Minister of Basic Education, Angie Motshekga, is expected to adopt minimum norms and standards for school infrastructure at the end of this week.
GroundUp Staff
News | 27 November 2013
Over 15,000 people were diagnosed with drug-resistant tuberculosis (TB) in South Africa last year. The risk of death for people with ordinary treatable TB is high. But it is much higher for patients whose illness cannot be treated using the standard TB medicines.
Koketso Moeti and GroundUp staff
News | 26 November 2013
The bell rings for break time, triggering a mad rush for the toilet. Many learners won’t make it in time. After all, “how do you expect 550 boys to share six toilets … when there is only one break?”
Brad Brockman
Opinion | 26 November 2013
Louis Titus, a 60-year-old married man from Elsies River, was introduced to the Vineyard soup kitchen in Parow four months ago by a friend. Titus worked for the City of Cape Town for 20 years. He currently receives a R1,500 monthly pension. His wife is unemployed. Titus takes the food he receives home to his four children.
Tariro Washinyira
News | 20 November 2013
The third lecture of this year’s Grootboom Memorial Dialogue Series took place at the Woodstock Town hall last night. Hosted by the Social Justice Coalition (SJC), the dialogue explored the impact of urban design interventions on the safety and security of people living in informal settlements.
Sibusiso Tshabalala
News | 20 November 2013
On the edge of the university hamlet of Grahamstown, there’s a municipal dump where people discard trash. It’s far enough out of town to not smell the stench – or for most locals not to be reminded of the haunting plight of the poor who subsist off the waste.
Mandy de Waal
Feature | 20 November 2013
All people are affected by the law but few understand it. Lawyers and judges speak and write using complicated language. Nearly any non-lawyer who picks up a law journal would find it dry and unintelligible. Enter the People's Law Journal, a publication that aims to change this.
GroundUp Staff
News | 19 November 2013
Cassiem Mohammed is a 70-year-old retired boiler cleaner from the now-closed Athlone Power Station (APS). He was diagnosed with asbestosis (fibrosis of the lung) in the mid-1990s from exposure to asbestos while he was working at the APS.
Jonathan Dockney
News | 13 November 2013
This week we have reports from Corruption Watch, the Social Justice Coalition, the International Organisation for Migration and the Aids Rights Alliance for Southern Africa.
Delphine Pedeboy
News | 6 November 2013
The President’s Fund was established in 2003 under President Thabo Mbeki to compensate apartheid victims. It has accumulated over a billion rands. Nevertheless, many apartheid victims who were identified by the Truth and Reconciliation Commission (TRC) to receive compensation from this fund, have still received nothing. Some have died waiting.
Mary-Anne Gontsana
News | 5 November 2013
Instead of fulfilling its vision to “enhance the quality of health”, the Health Professions Council (HPCSA) tried to stop details of the health crisis in the Eastern Cape being made public.
GroundUp Staff
News | 4 November 2013
The Health Professions Council of South Africa (HPCSA) is a statutory body that regulates health workers. It registers doctors and disciplines them if they do something wrong. If it had to perform its tasks properly, patients would benefit. Instead, according to several organisations and doctors, the HPCSA’s inefficiency hurts patients.
Delphine Pedeboy and GroundUp Staff
News | 30 October 2013
It is in the interests of large multinational companies to secure as many patents as possible. The Treatment Action Campaign, in line with the Draft National Policy on Intellectual Property (IP), argues that patents should only be granted for medicines that are truly new and innovative, for example a brand new cancer cure.
Marcus Low
Opinion | 24 October 2013
The long-awaited criminal case against Paul Kasonkomona began on 16 and 17 October in the Lusaka Magistrates Court. Witnesses for the prosecution testified during the hearing. According to Anneke Meerkotter of the Southern African Litigation Centre (SALC), the “evidence led by the State during Kasonkomona’s trial confirms suspicions that the arrest and prosecution of Kasonkomona was politically motivated”.
Jonathan Dockney
News | 24 October 2013
A decision taken in 2012 by the Department of Home Affairs (DHA) to stop processing new applicants at the Cape Town refugee reception office has resulted in asylum seekers having to travel long distances at great cost to be documented and renew their permits.
Tariro Washinyira
News | 23 October 2013
Thousands of people in South Africa have drug-resistant tuberculosis (TB). Many of them will die. Death from TB can be slow and horrible. Many of those who do survive will struggle with severe side effects and may need daily pills and injections. Some, like 23-year old Phumeza who described her experience of TB treatment at a Treatment Action Campaign (TAC) press conference last week, will live, but lose their hearing.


◆ WORK TO COMPLETE
An exact, complete copy of the lines below is the expected answer.

>>>

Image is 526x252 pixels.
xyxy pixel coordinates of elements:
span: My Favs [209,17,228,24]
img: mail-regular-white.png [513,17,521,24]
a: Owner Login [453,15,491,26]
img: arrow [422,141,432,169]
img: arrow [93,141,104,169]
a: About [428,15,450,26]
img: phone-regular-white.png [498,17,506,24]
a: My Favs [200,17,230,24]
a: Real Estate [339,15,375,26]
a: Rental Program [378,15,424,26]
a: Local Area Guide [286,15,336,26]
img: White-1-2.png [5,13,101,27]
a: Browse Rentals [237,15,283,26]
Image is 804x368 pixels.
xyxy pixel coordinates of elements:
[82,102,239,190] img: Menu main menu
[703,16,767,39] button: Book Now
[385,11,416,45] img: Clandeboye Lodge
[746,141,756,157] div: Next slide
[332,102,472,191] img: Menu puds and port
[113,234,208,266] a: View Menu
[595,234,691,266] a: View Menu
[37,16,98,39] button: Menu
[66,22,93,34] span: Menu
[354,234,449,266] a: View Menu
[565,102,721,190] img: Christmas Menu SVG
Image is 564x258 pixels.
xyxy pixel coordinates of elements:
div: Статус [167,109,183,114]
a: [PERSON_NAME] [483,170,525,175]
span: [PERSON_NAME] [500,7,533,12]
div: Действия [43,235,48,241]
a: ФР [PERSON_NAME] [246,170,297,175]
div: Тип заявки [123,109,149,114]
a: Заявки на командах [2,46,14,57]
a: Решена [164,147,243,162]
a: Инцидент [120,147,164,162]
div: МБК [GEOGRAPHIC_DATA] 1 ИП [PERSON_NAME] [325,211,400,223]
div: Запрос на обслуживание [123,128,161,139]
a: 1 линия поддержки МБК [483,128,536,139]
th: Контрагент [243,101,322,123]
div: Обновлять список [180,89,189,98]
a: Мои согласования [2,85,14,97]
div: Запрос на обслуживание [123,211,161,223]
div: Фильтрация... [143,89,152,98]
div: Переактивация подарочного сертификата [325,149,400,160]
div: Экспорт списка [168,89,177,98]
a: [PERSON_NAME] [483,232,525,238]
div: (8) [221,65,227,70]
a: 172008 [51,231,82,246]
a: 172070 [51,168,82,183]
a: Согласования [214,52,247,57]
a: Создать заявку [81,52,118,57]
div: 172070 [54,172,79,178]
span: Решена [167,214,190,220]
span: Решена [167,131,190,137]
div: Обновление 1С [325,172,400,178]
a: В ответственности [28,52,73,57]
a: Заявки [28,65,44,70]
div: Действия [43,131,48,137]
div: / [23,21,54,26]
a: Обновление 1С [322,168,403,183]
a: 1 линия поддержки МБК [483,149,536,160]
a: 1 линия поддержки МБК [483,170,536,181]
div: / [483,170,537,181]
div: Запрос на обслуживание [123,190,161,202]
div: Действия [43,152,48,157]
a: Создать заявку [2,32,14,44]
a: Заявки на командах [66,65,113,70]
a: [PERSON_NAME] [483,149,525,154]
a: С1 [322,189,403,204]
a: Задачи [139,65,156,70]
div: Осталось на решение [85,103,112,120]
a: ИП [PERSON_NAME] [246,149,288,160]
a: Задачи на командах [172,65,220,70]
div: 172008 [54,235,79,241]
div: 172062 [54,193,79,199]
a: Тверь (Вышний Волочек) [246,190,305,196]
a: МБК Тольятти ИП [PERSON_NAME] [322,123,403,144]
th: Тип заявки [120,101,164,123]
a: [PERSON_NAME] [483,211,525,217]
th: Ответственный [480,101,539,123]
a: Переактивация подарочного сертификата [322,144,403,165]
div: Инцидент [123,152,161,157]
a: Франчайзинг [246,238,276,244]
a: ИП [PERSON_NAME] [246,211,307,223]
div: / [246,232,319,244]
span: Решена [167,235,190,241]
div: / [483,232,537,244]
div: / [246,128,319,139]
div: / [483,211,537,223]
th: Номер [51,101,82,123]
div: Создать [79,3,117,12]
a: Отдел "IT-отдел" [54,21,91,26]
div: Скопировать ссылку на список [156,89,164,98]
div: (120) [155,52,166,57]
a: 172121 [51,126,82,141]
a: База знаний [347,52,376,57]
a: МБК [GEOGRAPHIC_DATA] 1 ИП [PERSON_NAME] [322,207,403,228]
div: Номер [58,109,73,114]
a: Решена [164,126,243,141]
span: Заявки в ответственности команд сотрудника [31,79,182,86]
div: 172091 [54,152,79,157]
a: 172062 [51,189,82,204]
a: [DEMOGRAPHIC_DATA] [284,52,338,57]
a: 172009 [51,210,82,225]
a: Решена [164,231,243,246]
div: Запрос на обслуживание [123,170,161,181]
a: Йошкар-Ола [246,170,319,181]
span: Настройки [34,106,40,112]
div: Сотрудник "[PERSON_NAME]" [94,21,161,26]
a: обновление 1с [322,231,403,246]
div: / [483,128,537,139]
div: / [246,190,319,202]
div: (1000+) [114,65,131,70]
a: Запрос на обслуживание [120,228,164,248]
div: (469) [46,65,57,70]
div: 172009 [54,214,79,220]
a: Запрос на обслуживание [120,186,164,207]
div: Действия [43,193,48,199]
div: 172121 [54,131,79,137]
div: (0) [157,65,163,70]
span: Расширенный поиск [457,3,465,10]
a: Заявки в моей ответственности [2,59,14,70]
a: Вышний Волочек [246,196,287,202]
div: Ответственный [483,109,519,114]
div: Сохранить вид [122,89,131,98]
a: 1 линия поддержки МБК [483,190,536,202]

<<<

◆ WORKED SOLUTION
Image is 526x252 pixels.
xyxy pixel coordinates of elements:
span: My Favs [209,17,228,24]
img: mail-regular-white.png [513,17,521,24]
a: Owner Login [453,15,491,26]
img: arrow [422,141,432,169]
img: arrow [93,141,104,169]
a: About [428,15,450,26]
img: phone-regular-white.png [498,17,506,24]
a: My Favs [200,17,230,24]
a: Real Estate [339,15,375,26]
a: Rental Program [378,15,424,26]
a: Local Area Guide [286,15,336,26]
img: White-1-2.png [5,13,101,27]
a: Browse Rentals [237,15,283,26]
Image is 804x368 pixels.
xyxy pixel coordinates of elements:
[82,102,239,190] img: Menu main menu
[703,16,767,39] button: Book Now
[385,11,416,45] img: Clandeboye Lodge
[746,141,756,157] div: Next slide
[332,102,472,191] img: Menu puds and port
[113,234,208,266] a: View Menu
[595,234,691,266] a: View Menu
[37,16,98,39] button: Menu
[66,22,93,34] span: Menu
[354,234,449,266] a: View Menu
[565,102,721,190] img: Christmas Menu SVG
Image is 564x258 pixels.
xyxy pixel coordinates of elements:
div: Статус [167,109,183,114]
a: [PERSON_NAME] [483,170,525,175]
span: [PERSON_NAME] [500,7,533,12]
div: Действия [43,235,48,241]
a: ФР [PERSON_NAME] [246,170,297,175]
div: Тип заявки [123,109,149,114]
a: Заявки на командах [2,46,14,57]
a: Решена [164,147,243,162]
a: Инцидент [120,147,164,162]
div: МБК [GEOGRAPHIC_DATA] 1 ИП [PERSON_NAME] [325,211,400,223]
div: Запрос на обслуживание [123,128,161,139]
a: 1 линия поддержки МБК [483,128,536,139]
th: Контрагент [243,101,322,123]
div: Обновлять список [180,89,189,98]
a: Мои согласования [2,85,14,97]
div: Запрос на обслуживание [123,211,161,223]
div: Фильтрация... [143,89,152,98]
div: Переактивация подарочного сертификата [325,149,400,160]
div: Экспорт списка [168,89,177,98]
a: [PERSON_NAME] [483,232,525,238]
div: (8) [221,65,227,70]
a: 172008 [51,231,82,246]
a: 172070 [51,168,82,183]
a: Согласования [214,52,247,57]
a: Создать заявку [81,52,118,57]
div: 172070 [54,172,79,178]
span: Решена [167,214,190,220]
span: Решена [167,131,190,137]
div: Обновление 1С [325,172,400,178]
a: В ответственности [28,52,73,57]
a: Заявки [28,65,44,70]
div: Действия [43,131,48,137]
div: / [23,21,54,26]
a: Обновление 1С [322,168,403,183]
a: 1 линия поддержки МБК [483,149,536,160]
a: 1 линия поддержки МБК [483,170,536,181]
div: / [483,170,537,181]
div: Запрос на обслуживание [123,190,161,202]
div: Действия [43,152,48,157]
a: Создать заявку [2,32,14,44]
a: Заявки на командах [66,65,113,70]
a: [PERSON_NAME] [483,149,525,154]
a: С1 [322,189,403,204]
a: Задачи [139,65,156,70]
div: Осталось на решение [85,103,112,120]
a: ИП [PERSON_NAME] [246,149,288,160]
a: Задачи на командах [172,65,220,70]
div: 172008 [54,235,79,241]
div: 172062 [54,193,79,199]
a: Тверь (Вышний Волочек) [246,190,305,196]
a: МБК Тольятти ИП [PERSON_NAME] [322,123,403,144]
th: Тип заявки [120,101,164,123]
a: [PERSON_NAME] [483,211,525,217]
th: Ответственный [480,101,539,123]
a: Переактивация подарочного сертификата [322,144,403,165]
div: Инцидент [123,152,161,157]
a: Франчайзинг [246,238,276,244]
a: ИП [PERSON_NAME] [246,211,307,223]
div: / [246,232,319,244]
span: Решена [167,235,190,241]
div: / [483,232,537,244]
div: / [246,128,319,139]
div: / [483,211,537,223]
th: Номер [51,101,82,123]
div: Создать [79,3,117,12]
a: Отдел "IT-отдел" [54,21,91,26]
div: Скопировать ссылку на список [156,89,164,98]
div: (120) [155,52,166,57]
a: 172121 [51,126,82,141]
a: База знаний [347,52,376,57]
a: МБК [GEOGRAPHIC_DATA] 1 ИП [PERSON_NAME] [322,207,403,228]
div: Номер [58,109,73,114]
a: Решена [164,126,243,141]
span: Заявки в ответственности команд сотрудника [31,79,182,86]
div: 172091 [54,152,79,157]
a: 172062 [51,189,82,204]
a: [DEMOGRAPHIC_DATA] [284,52,338,57]
a: 172009 [51,210,82,225]
a: Решена [164,231,243,246]
div: Запрос на обслуживание [123,170,161,181]
a: Йошкар-Ола [246,170,319,181]
span: Настройки [34,106,40,112]
div: Сотрудник "[PERSON_NAME]" [94,21,161,26]
a: обновление 1с [322,231,403,246]
div: / [483,128,537,139]
div: / [246,190,319,202]
div: (1000+) [114,65,131,70]
a: Запрос на обслуживание [120,228,164,248]
div: (469) [46,65,57,70]
div: 172009 [54,214,79,220]
a: Запрос на обслуживание [120,186,164,207]
div: Действия [43,193,48,199]
div: 172121 [54,131,79,137]
div: (0) [157,65,163,70]
span: Расширенный поиск [457,3,465,10]
a: Заявки в моей ответственности [2,59,14,70]
a: Вышний Волочек [246,196,287,202]
div: Ответственный [483,109,519,114]
div: Сохранить вид [122,89,131,98]
a: 1 линия поддержки МБК [483,190,536,202]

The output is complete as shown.